Of the remaining eleven, four (one third !!) are assigned to Yoon Suk-yeol, the opposition presidential candidate. In late October, the latest investigation began with allegations that he ordered prosecutors to document judges’ tendencies when he was prosecutor general.  The CIO is scrutinizing Yoon, hoping that some of the suspicions raised against him will be confirmed, but there is nothing to show for now. On their behalf, a request to arrest prosecutors suspected of having asked the opposition Power of the People Party to file criminal complaints against members of the ruling Democratic Party of Korea was dismissed by the court for lack of evidence.

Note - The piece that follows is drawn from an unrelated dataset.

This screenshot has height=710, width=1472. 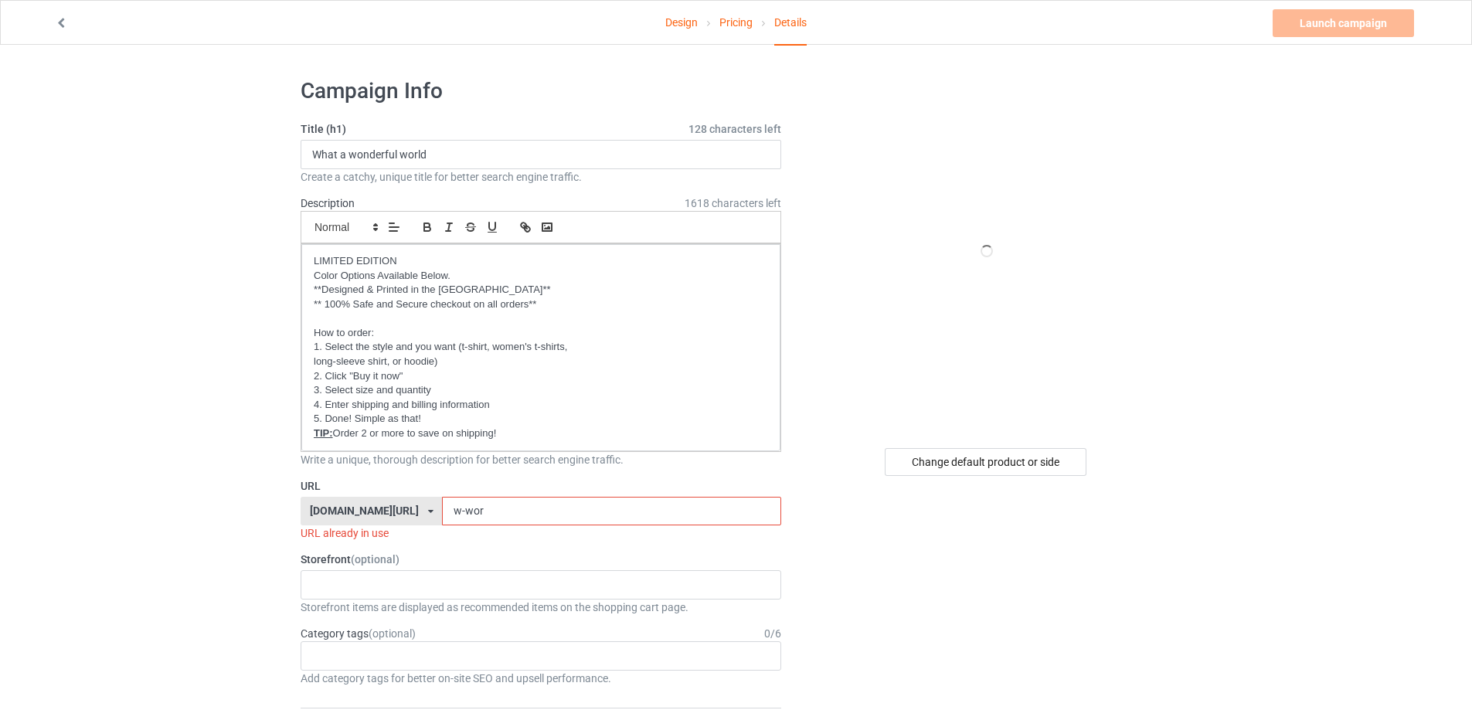 What do you see at coordinates (328, 203) in the screenshot?
I see `label: Description` at bounding box center [328, 203].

At the same time, South Korean Seongnamgate, in which the ex-governor of Gyeonggi Province may be involved, and the ruling party’s presidential candidate Lee Jae-myung, the agency returned to the prosecutor’s office. The suspected abuser of the head of the Seoul Central District Prosecutor’s Office, Lee Sung-yeon, the primary conductor of Moon’s line in this structure, was taken for interrogation in an official car in an environment that suggested ” special treatment “.

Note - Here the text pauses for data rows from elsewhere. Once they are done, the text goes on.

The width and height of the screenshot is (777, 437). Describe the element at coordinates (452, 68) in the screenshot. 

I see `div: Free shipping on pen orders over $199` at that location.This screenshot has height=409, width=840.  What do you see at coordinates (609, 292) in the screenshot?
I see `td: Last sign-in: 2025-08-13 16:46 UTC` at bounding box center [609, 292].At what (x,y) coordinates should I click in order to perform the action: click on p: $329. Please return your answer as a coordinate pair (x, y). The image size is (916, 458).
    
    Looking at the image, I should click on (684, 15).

The methods  of the new body are also questionable, especially in the context of respect for press freedom. The department is suspected of seizing the results of a forensic examination of the official smartphone of the Supreme Prosecutor’s Office’s press secretary to examine her contacts with journalists on sensitive cases.

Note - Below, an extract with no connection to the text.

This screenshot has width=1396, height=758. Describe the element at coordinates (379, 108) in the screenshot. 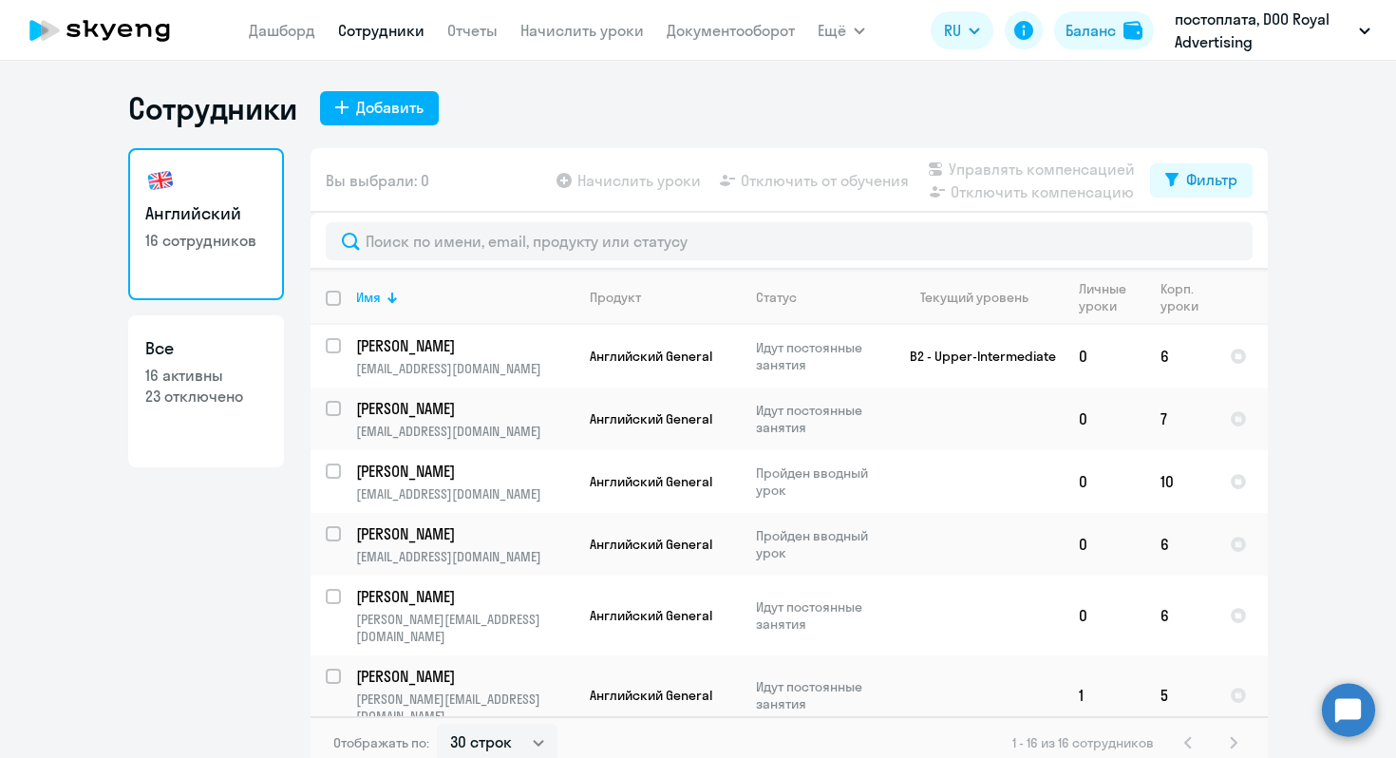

In December, this was supplemented by accusations that the office reviewed the recordings of telephone conversations of journalists and ordinary citizens who criticized the government and this structure. According to local telecommunications companies, the CIO received recordings of telephone conversations of at least 40 journalists from 13 media outlets, including representatives of conservative newspapers: six from the Chosun Ilbo and three from the Chuang Ilbo, as well as three journalists from the Munhwa Ilbo, who criticized the agency’s investigations into Yoon Suk-yeol allegations.

However, and this is interesting to the first one. The person who raised the issue was not a conservative. Kim Kyung-yul, the former Deputy Secretary-General of the NGO Lawyers for a Democratic Society, criticized Moon Jae-in’s administration.

The agency claims that due process was followed up, and it only verified the information of those who spoke on the phone with some of the people under investigation. “After confirming that reporters were in contact with suspects for business purposes, we excluded them from the subject of investigation.”

However, when checking telephone records, the CIO obtains personal information, including the subscriber’s name, the resident’s registration number and address, and not just the phone numbers of incoming and outgoing calls. In turn, if the person whose telephone records have been verified contacts the telecommunications company, it must provide him with detailed information about when and which investigating authorities requested the data.

However, Journalists are not high-level officials subject to CIO investigations. The Directorate declined to disclose what it wanted to verify from the telephone records.

In his inaugural speech on January 21, 2021, CIO chief Kim Jin-wook pledged to maintain political neutrality by fairly investigating corruption among senior government officials. Still, conservative media write that the Office undermined its value with incompetent and politically biased investigations. Now it is under suspicion of spying on journalists. Its meaning of existence is “fading away”. This is not so much about bias but about inefficiency. And the next president may disband the office as part of the factional struggle, as Moon did with Pak’s attempt to create an analogue of the Emergencies Ministry after the sinking of MV Sewol.

And if this happens, the hopes of the incumbent president that after leaving office, he will be tried by a special body filled with his supporters in advance are scattered like a morning haze.

Konstantin Asmolov, PhD in History, leading research fellow at the Center for Korean Studies of the Institute of the Far East at the Russian Academy of Sciences, exclusively for the online magazine “New Eastern Outlook”.